Friday, August 28, 2009

The Rising Judicial Chorus: Judge Pickering

Charles W. Pickering served as Chairman of the Mississippi Republican Party from 1976 to 1978. In 1990 Bush the Elder appointed him United States District Court Judge for the Southern District of Mississippi. In 2001, Bush the Younger nominated him for a spot on the Fifth Circuit Court of Appeals, but the nomination was blocked by the Senate Judiciary Committee. Undaunted, President Bush reappointed him in 2003, and the Democrats filibustered the nomination. President Bush responded to that with a recess appointment in 2004, but Judge Pickering ultimately withdrew from consideration and retired in December 2004.

Clearly, Judge Pickering is no anti-corporate liberal loon. What does he think of ERISA? Here’s what he had to say in 1994:

There has not been a single case that has been filed before this Court by an employee coming into federal court saying, "I want to protect my pension or my benefits under the broad terms of ERISA." Every single case brought before this Court has involved insurance companies using ERISA as a shield to prevent employees from having the legal redress and remedies they would have had under long-standing state laws existing before the adoption of ERISA. It is indeed an anomaly that an act passed for the security of the employees should be used almost exclusively to defeat their security and leave them without remedies for fraud and overreaching conduct.


The case was Suggs v. Pan American Life Ins. Co., and the citation is 847 F.Supp. 1324 (S.D.Miss. 1994).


== EXERCISE ==
Lines with the word "Megabytes" are the ones wanted. Copy each of them from the entries below.

### MATERIAL TO PROCESS ###

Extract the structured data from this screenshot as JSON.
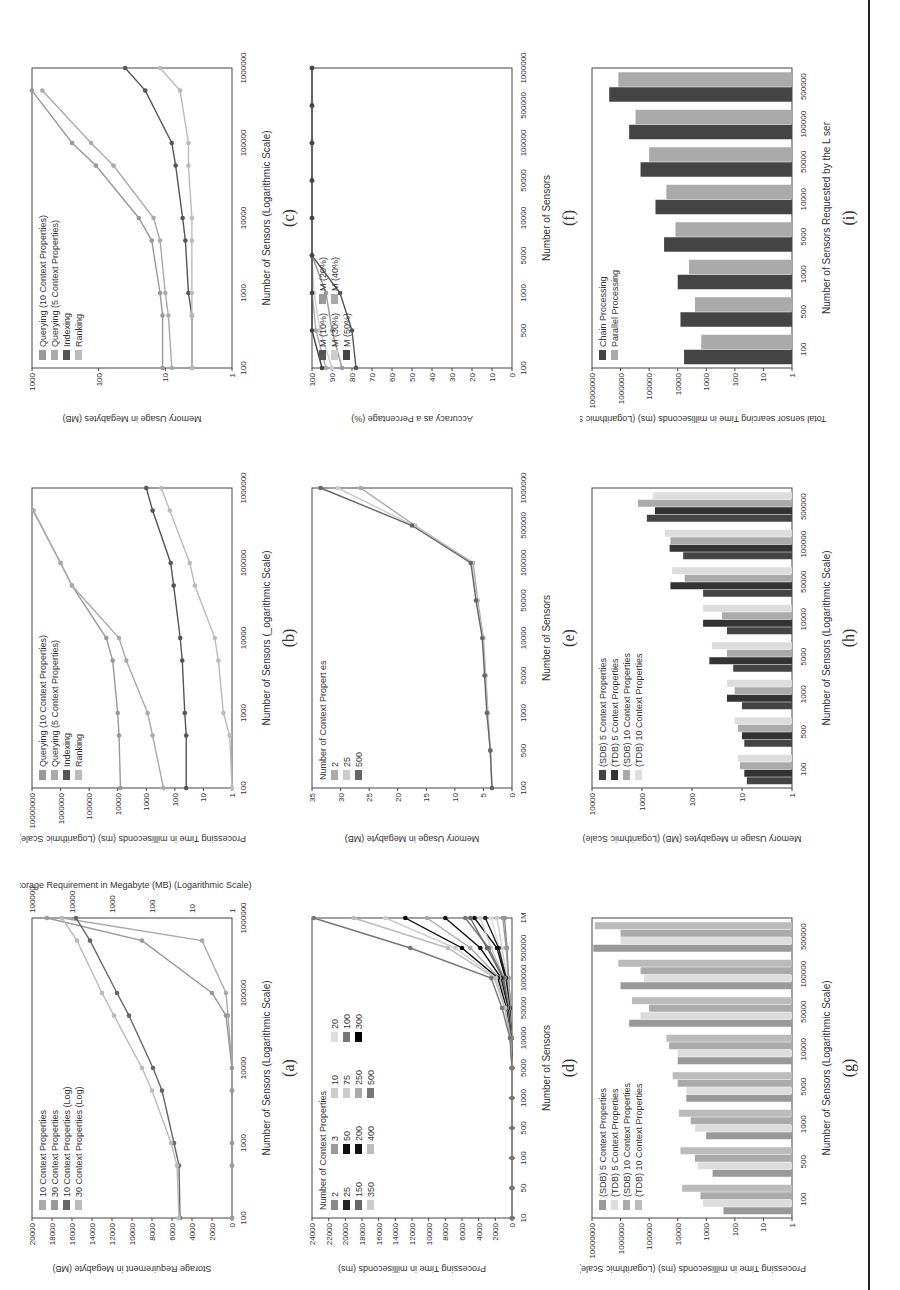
{
  "chart_data": [
    {
      "id": "a",
      "caption": "(a)",
      "type": "line",
      "xlabel": "Number of Sensors (Logarithmic Scale)",
      "ylabel": "Storage Requirement in Megabyte (MB)",
      "y2label": "Storage Requirement in Megabyte (MB) (Logarithmic Scale)",
      "x": [
        "100",
        "1000",
        "10000",
        "100000",
        "1000000"
      ],
      "x_points": [
        100,
        500,
        1000,
        5000,
        10000,
        50000,
        100000,
        500000,
        1000000
      ],
      "yticks": [
        0,
        2000,
        4000,
        6000,
        8000,
        10000,
        12000,
        14000,
        16000,
        18000,
        20000
      ],
      "y2ticks": [
        "1",
        "10",
        "100",
        "1000",
        "10000",
        "100000"
      ],
      "ylim": [
        0,
        20000
      ],
      "series": [
        {
          "name": "10 Context Properties",
          "values": [
            0,
            0,
            0,
            0,
            0,
            400,
            600,
            3000,
            17000
          ],
          "color": "#aaaaaa"
        },
        {
          "name": "30 Context Properties",
          "values": [
            0,
            0,
            0,
            0,
            10,
            600,
            2000,
            9000,
            18500
          ],
          "color": "#999999"
        },
        {
          "name": "10 Context Properties (Log)",
          "values": [
            5200,
            5300,
            5800,
            7000,
            7900,
            10300,
            11500,
            14200,
            15600
          ],
          "color": "#666666"
        },
        {
          "name": "30 Context Properties (Log)",
          "values": [
            5300,
            5500,
            6100,
            8000,
            9000,
            11800,
            13000,
            15500,
            17000
          ],
          "color": "#bbbbbb"
        }
      ]
    },
    {
      "id": "b",
      "caption": "(b)",
      "type": "line",
      "xlabel": "Number of Sensors (_ogarithmic Scale)",
      "ylabel": "Processing Time in milliseconds (ms) (Logarithmic Scale)",
      "yticks": [
        "1",
        "10",
        "100",
        "1000",
        "10000",
        "100000",
        "1000000",
        "10000000"
      ],
      "x_ticks": [
        "100",
        "1000",
        "10000",
        "100000",
        "1000000"
      ],
      "x_points": [
        100,
        500,
        1000,
        5000,
        10000,
        50000,
        100000,
        500000,
        1000000
      ],
      "series": [
        {
          "name": "Querying (10 Context Properties)",
          "values": [
            8000,
            9000,
            10000,
            15000,
            25000,
            400000,
            1000000,
            9000000,
            null
          ],
          "color": "#999999"
        },
        {
          "name": "Querying (5 Context Properties)",
          "values": [
            250,
            600,
            900,
            5000,
            9000,
            400000,
            1000000,
            9000000,
            null
          ],
          "color": "#aaaaaa"
        },
        {
          "name": "Indexing",
          "values": [
            40,
            40,
            45,
            55,
            65,
            110,
            140,
            600,
            1000
          ],
          "color": "#555555"
        },
        {
          "name": "Ranking",
          "values": [
            1,
            1.2,
            2,
            3,
            4,
            20,
            30,
            150,
            300
          ],
          "color": "#bbbbbb"
        }
      ]
    },
    {
      "id": "c",
      "caption": "(c)",
      "type": "line",
      "xlabel": "Number of Sensors (Logarithmic Scale)",
      "ylabel": "Memory Usage in Megabytes (MB)",
      "yticks": [
        "1",
        "10",
        "100",
        "1000"
      ],
      "x_ticks": [
        "100",
        "1000",
        "10000",
        "100000",
        "1000000"
      ],
      "x_points": [
        100,
        500,
        1000,
        5000,
        10000,
        50000,
        100000,
        500000,
        1000000
      ],
      "series": [
        {
          "name": "Querying (10 Context Properties)",
          "values": [
            11,
            11,
            12,
            16,
            25,
            110,
            250,
            1000,
            null
          ],
          "color": "#999999"
        },
        {
          "name": "Querying (5 Context Properties)",
          "values": [
            8,
            9,
            10,
            12,
            15,
            60,
            130,
            700,
            null
          ],
          "color": "#aaaaaa"
        },
        {
          "name": "Indexing",
          "values": [
            4,
            4,
            4.5,
            5,
            5.5,
            7,
            8,
            20,
            40
          ],
          "color": "#555555"
        },
        {
          "name": "Ranking",
          "values": [
            4,
            4,
            4,
            4,
            4,
            4.5,
            4.5,
            6,
            12
          ],
          "color": "#bbbbbb"
        }
      ]
    },
    {
      "id": "d",
      "caption": "(d)",
      "type": "line",
      "xlabel": "Number of Sensors",
      "ylabel": "Processing Time in milliseconds (ms)",
      "x": [
        "10",
        "50",
        "100",
        "500",
        "1000",
        "5000",
        "10000",
        "50000",
        "100000",
        "500000",
        "1M"
      ],
      "yticks": [
        0,
        2000,
        4000,
        6000,
        8000,
        10000,
        12000,
        14000,
        16000,
        18000,
        20000,
        22000,
        24000
      ],
      "ylim": [
        0,
        24000
      ],
      "legend_title": "Number of Context Properties",
      "series": [
        {
          "name": "2",
          "values": [
            0,
            0,
            0,
            0,
            0,
            0,
            50,
            150,
            400,
            600,
            900
          ],
          "color": "#888888"
        },
        {
          "name": "3",
          "values": [
            0,
            0,
            0,
            0,
            0,
            0,
            50,
            150,
            450,
            700,
            1100
          ],
          "color": "#999999"
        },
        {
          "name": "10",
          "values": [
            0,
            0,
            0,
            0,
            0,
            0,
            60,
            200,
            600,
            1200,
            1800
          ],
          "color": "#cccccc"
        },
        {
          "name": "20",
          "values": [
            0,
            0,
            0,
            0,
            0,
            0,
            60,
            250,
            700,
            1500,
            2500
          ],
          "color": "#dddddd"
        },
        {
          "name": "25",
          "values": [
            0,
            0,
            0,
            0,
            0,
            0,
            60,
            250,
            700,
            1600,
            3200
          ],
          "color": "#222222"
        },
        {
          "name": "50",
          "values": [
            0,
            0,
            0,
            0,
            0,
            0,
            70,
            300,
            800,
            1800,
            4500
          ],
          "color": "#111111"
        },
        {
          "name": "75",
          "values": [
            0,
            0,
            0,
            0,
            0,
            0,
            80,
            350,
            900,
            2500,
            3800
          ],
          "color": "#cccccc"
        },
        {
          "name": "100",
          "values": [
            0,
            0,
            0,
            0,
            0,
            0,
            90,
            400,
            1000,
            2800,
            5600
          ],
          "color": "#777777"
        },
        {
          "name": "150",
          "values": [
            0,
            0,
            0,
            0,
            0,
            0,
            100,
            450,
            1100,
            3000,
            5000
          ],
          "color": "#666666"
        },
        {
          "name": "200",
          "values": [
            0,
            0,
            0,
            0,
            0,
            0,
            120,
            500,
            1300,
            3800,
            8000
          ],
          "color": "#111111"
        },
        {
          "name": "250",
          "values": [
            0,
            0,
            0,
            0,
            0,
            0,
            150,
            600,
            1500,
            5000,
            10200
          ],
          "color": "#aaaaaa"
        },
        {
          "name": "300",
          "values": [
            0,
            0,
            0,
            0,
            0,
            0,
            170,
            700,
            1700,
            6000,
            12800
          ],
          "color": "#000000"
        },
        {
          "name": "350",
          "values": [
            0,
            0,
            0,
            0,
            0,
            0,
            180,
            800,
            1900,
            6800,
            15200
          ],
          "color": "#cccccc"
        },
        {
          "name": "400",
          "values": [
            0,
            0,
            0,
            0,
            0,
            0,
            200,
            900,
            2100,
            7700,
            19000
          ],
          "color": "#bbbbbb"
        },
        {
          "name": "500",
          "values": [
            0,
            0,
            0,
            0,
            0,
            0,
            250,
            1200,
            2500,
            12200,
            23800
          ],
          "color": "#777777"
        }
      ]
    },
    {
      "id": "e",
      "caption": "(e)",
      "type": "line",
      "xlabel": "Number of Sensors",
      "ylabel": "Memory Usage in Megabyte (MB)",
      "x": [
        "100",
        "500",
        "1000",
        "5000",
        "10000",
        "50000",
        "100000",
        "500000",
        "1000000"
      ],
      "yticks": [
        0,
        5,
        10,
        15,
        20,
        25,
        30,
        35
      ],
      "ylim": [
        0,
        35
      ],
      "legend_title": "Number of Context Propert es",
      "series": [
        {
          "name": "2",
          "values": [
            3.5,
            3.8,
            4.2,
            4.6,
            5,
            6,
            6.8,
            17,
            26.5
          ],
          "color": "#aaaaaa"
        },
        {
          "name": "25",
          "values": [
            3.5,
            3.8,
            4.3,
            4.7,
            5.1,
            6.2,
            7,
            17.2,
            30.5
          ],
          "color": "#cccccc"
        },
        {
          "name": "500",
          "values": [
            3.5,
            3.8,
            4.4,
            4.8,
            5.2,
            6.3,
            7.2,
            17.5,
            33.5
          ],
          "color": "#666666"
        }
      ]
    },
    {
      "id": "f",
      "caption": "(f)",
      "type": "line",
      "xlabel": "Number of Sensors",
      "ylabel": "Accuracy as a Percentage (%)",
      "x": [
        "100",
        "500",
        "1000",
        "5000",
        "10000",
        "50000",
        "100000",
        "500000",
        "1000000"
      ],
      "yticks": [
        0,
        10,
        20,
        30,
        40,
        50,
        60,
        70,
        80,
        90,
        100
      ],
      "ylim": [
        0,
        100
      ],
      "series": [
        {
          "name": "M (10%)",
          "values": [
            78,
            80,
            86,
            100,
            100,
            100,
            100,
            100,
            100
          ],
          "color": "#555555"
        },
        {
          "name": "M (20%)",
          "values": [
            85,
            90,
            93,
            100,
            100,
            100,
            100,
            100,
            100
          ],
          "color": "#999999"
        },
        {
          "name": "M (30%)",
          "values": [
            90,
            96,
            99,
            100,
            100,
            100,
            100,
            100,
            100
          ],
          "color": "#cccccc"
        },
        {
          "name": "M (40%)",
          "values": [
            93,
            98,
            100,
            100,
            100,
            100,
            100,
            100,
            100
          ],
          "color": "#aaaaaa"
        },
        {
          "name": "M (50%)",
          "values": [
            95,
            100,
            100,
            100,
            100,
            100,
            100,
            100,
            100
          ],
          "color": "#444444"
        }
      ]
    },
    {
      "id": "g",
      "caption": "(g)",
      "type": "bar",
      "xlabel": "Number of Sensors (Logarithmic Scale)",
      "ylabel": "Processing Time in milliseconds (ms) (Logarithmic Scale)",
      "categories": [
        "100",
        "500",
        "1000",
        "5000",
        "10000",
        "50000",
        "100000",
        "500000"
      ],
      "yticks": [
        "1",
        "10",
        "100",
        "1000",
        "10000",
        "100000",
        "1000000",
        "10000000"
      ],
      "series": [
        {
          "name": "(SDB) 5 Context Properties",
          "values": [
            250,
            600,
            1000,
            5000,
            10000,
            500000,
            1000000,
            9000000
          ],
          "color": "#999999"
        },
        {
          "name": "(TDB) 5 Context Properties",
          "values": [
            1300,
            2000,
            2500,
            5000,
            10000,
            200000,
            150000,
            1000000
          ],
          "color": "#dddddd"
        },
        {
          "name": "(SDB) 10 Context Properties",
          "values": [
            1600,
            2500,
            3500,
            10000,
            20000,
            100000,
            200000,
            1000000
          ],
          "color": "#aaaaaa"
        },
        {
          "name": "(TDB) 10 Context Properties",
          "values": [
            7000,
            8000,
            9000,
            15000,
            25000,
            400000,
            1200000,
            8000000
          ],
          "color": "#bbbbbb"
        }
      ]
    },
    {
      "id": "h",
      "caption": "(h)",
      "type": "bar",
      "xlabel": "Number of Sensors (Logarithmic Scale)",
      "ylabel": "Memory Usage in Megabytes (MB) (Logarithmic Scale)",
      "categories": [
        "100",
        "500",
        "1000",
        "5000",
        "10000",
        "50000",
        "100000",
        "500000"
      ],
      "yticks": [
        "1",
        "10",
        "100",
        "1000",
        "10000"
      ],
      "series": [
        {
          "name": "(SDB) 5 Context Properties",
          "values": [
            8,
            9,
            10,
            15,
            20,
            60,
            150,
            800
          ],
          "color": "#444444"
        },
        {
          "name": "(TDB) 5 Context Properties",
          "values": [
            9,
            10,
            20,
            45,
            60,
            270,
            280,
            550
          ],
          "color": "#333333"
        },
        {
          "name": "(SDB) 10 Context Properties",
          "values": [
            11,
            12,
            14,
            20,
            25,
            140,
            270,
            1200
          ],
          "color": "#aaaaaa"
        },
        {
          "name": "(TDB) 10 Context Properties",
          "values": [
            12,
            14,
            20,
            40,
            60,
            250,
            350,
            600
          ],
          "color": "#dddddd"
        }
      ]
    },
    {
      "id": "i",
      "caption": "(i)",
      "type": "bar",
      "xlabel": "Number of Sensors Requested by the L ser",
      "ylabel": "Total sensor searcing Time in milliseconds (ms) (Logarithmic Scale)",
      "categories": [
        "100",
        "500",
        "1000",
        "5000",
        "10000",
        "50000",
        "100000",
        "500000"
      ],
      "yticks": [
        "1",
        "10",
        "100",
        "1000",
        "10000",
        "100000",
        "1000000",
        "10000000"
      ],
      "series": [
        {
          "name": "Chain Processing",
          "values": [
            6000,
            8000,
            10000,
            30000,
            60000,
            200000,
            500000,
            2500000
          ],
          "color": "#444444"
        },
        {
          "name": "Parallel Processing",
          "values": [
            1500,
            2500,
            4000,
            12000,
            25000,
            100000,
            300000,
            1200000
          ],
          "color": "#aaaaaa"
        }
      ]
    }
  ]
}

###

== SOLUTION FOR THIS TASK ==
      "ylabel": "Memory Usage in Megabytes (MB)",
      "ylabel": "Memory Usage in Megabytes (MB) (Logarithmic Scale)",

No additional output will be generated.